Eventually, though, he enrolled at UC Berkeley during the turbulent 1960s. Harvey even joined the Reserve Officers’ Training Corps program there briefly, following the example of his father and uncles. Their active duty had taken them to the Philippines as the United States fought Japan during World War II. Paul, who turns 100 this year, recently received a Congressional Gold Medal, awarded in recognition of his dedicated service during World War II.
“Dad, after he retired,” Harvey said, “provided his engineering expertise to my construction crew and me. He was super excited about that, helping us to draw up plans to use a pulley system to install heavy beams. He even helped design heat and ventilating systems.”

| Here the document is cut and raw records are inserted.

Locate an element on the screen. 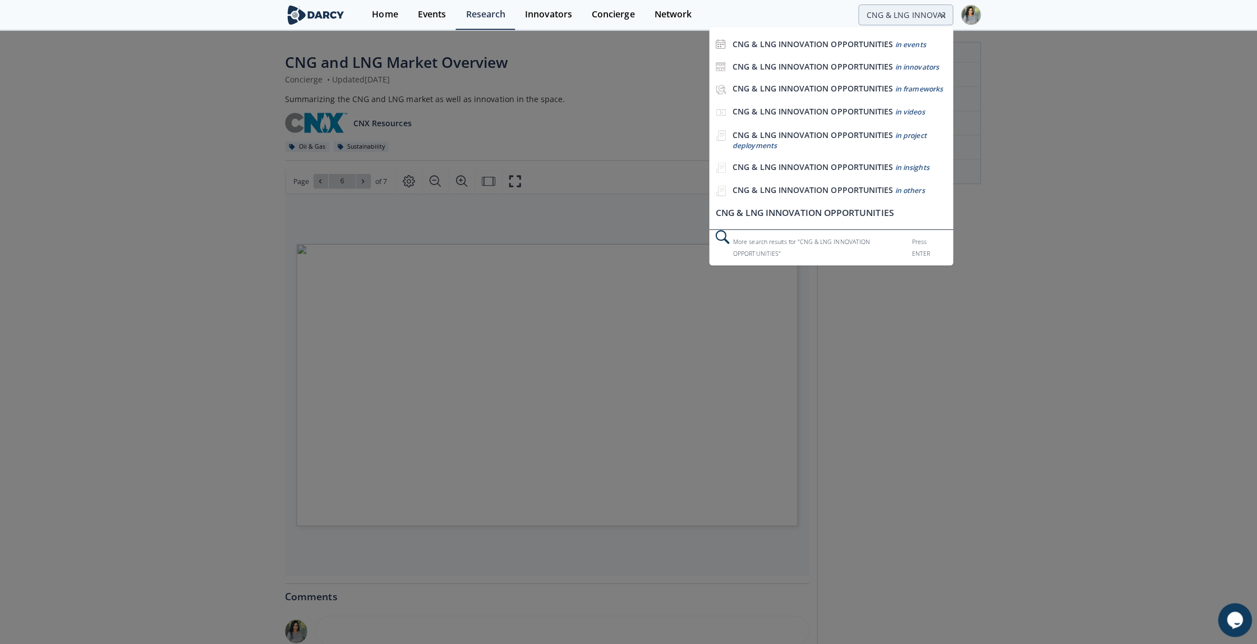  img: Profile is located at coordinates (964, 15).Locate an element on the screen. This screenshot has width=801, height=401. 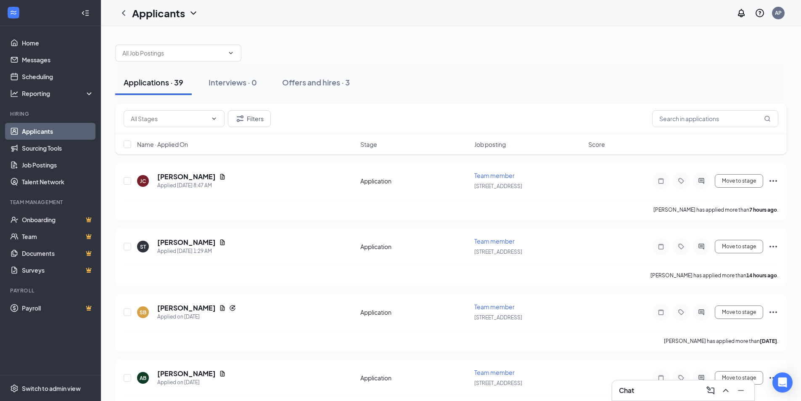
input: Search in applications is located at coordinates (715, 119).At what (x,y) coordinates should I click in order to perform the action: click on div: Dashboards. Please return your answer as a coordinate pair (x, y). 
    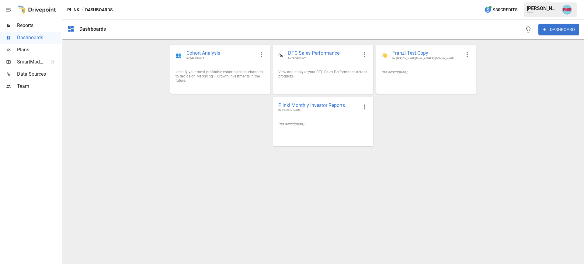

Harvey drew on his father’s construction expertise in a personal way, too. “I was interested in remodeling our apartment into a handicapped-accessible place for my wife, who uses a wheelchair,” Harvey said. “And he lent his construction design know-how. Later, when I took on a bigger task of building our own house, he enthusiastically helped. So when I went on into construction general contractor work, he was all for it.”
The elder Dong had worked as a mechanical engineer for the state of California for decades before retiring. “As kids, we never really knew what he did as an engineer—just that he was the breadwinner,” Harvey said. His dad’s example of working day in and day out impressed Harvey. “The idea of being a self-made person rubbed off on me,” he said.
The elder Dong took advantage of the GI housing bill to purchase a home directly from a builder; at the time, there were restrictive racial covenants that discriminated against Chinese-Americans and other minorities who sought to buy real estate. “No Realtor would show him properties for sale,” Harvey said, “so Dad bought directly from a fellow veteran and home-builder.”
Harvey took a midlife interest in education, a pursuit that his dad had long supported. To this end, Harvey earned a doctorate at UC Berkeley in 2002, and he began a new career as a lecturer in the school’s Asian American and Asian Diaspora Studies Program. His father helped in that undertaking, inspiring Harvey to dig ever deeper into his research and teaching of Asian-American history and issues that concern the Chinese-American community today.
“Dad helped me to translate old Chinese-language newspapers,” Harvey said. “We communicated very well on that.”
The elder Dong had a lifelong love of learning that rubbed off on Harvey. “As a young person, he had secured a study place in the family’s one-bedroom apartment,” Harvey said. “Dad carved a small piece out of a wall to find a quiet spot for his studies. My aunt got a kick out of that, as she thought that Dad had broken the law.”
One thing is certain: Paul was there for Harvey, his country, and his family when it mattered.
“Dad struggled and succeeded,” Harvey said. “He had the idea that his kids could do the same thing, which we did growing up.”
The apples do not fall far from the tree. Like dad, like son.
Seth Sandronsky is a freelance journalist based in Sacramento, California, married to a wonderful woman for the past 37 years. In a previous lifetime, he was a Division II college football player and competitive powerlifter.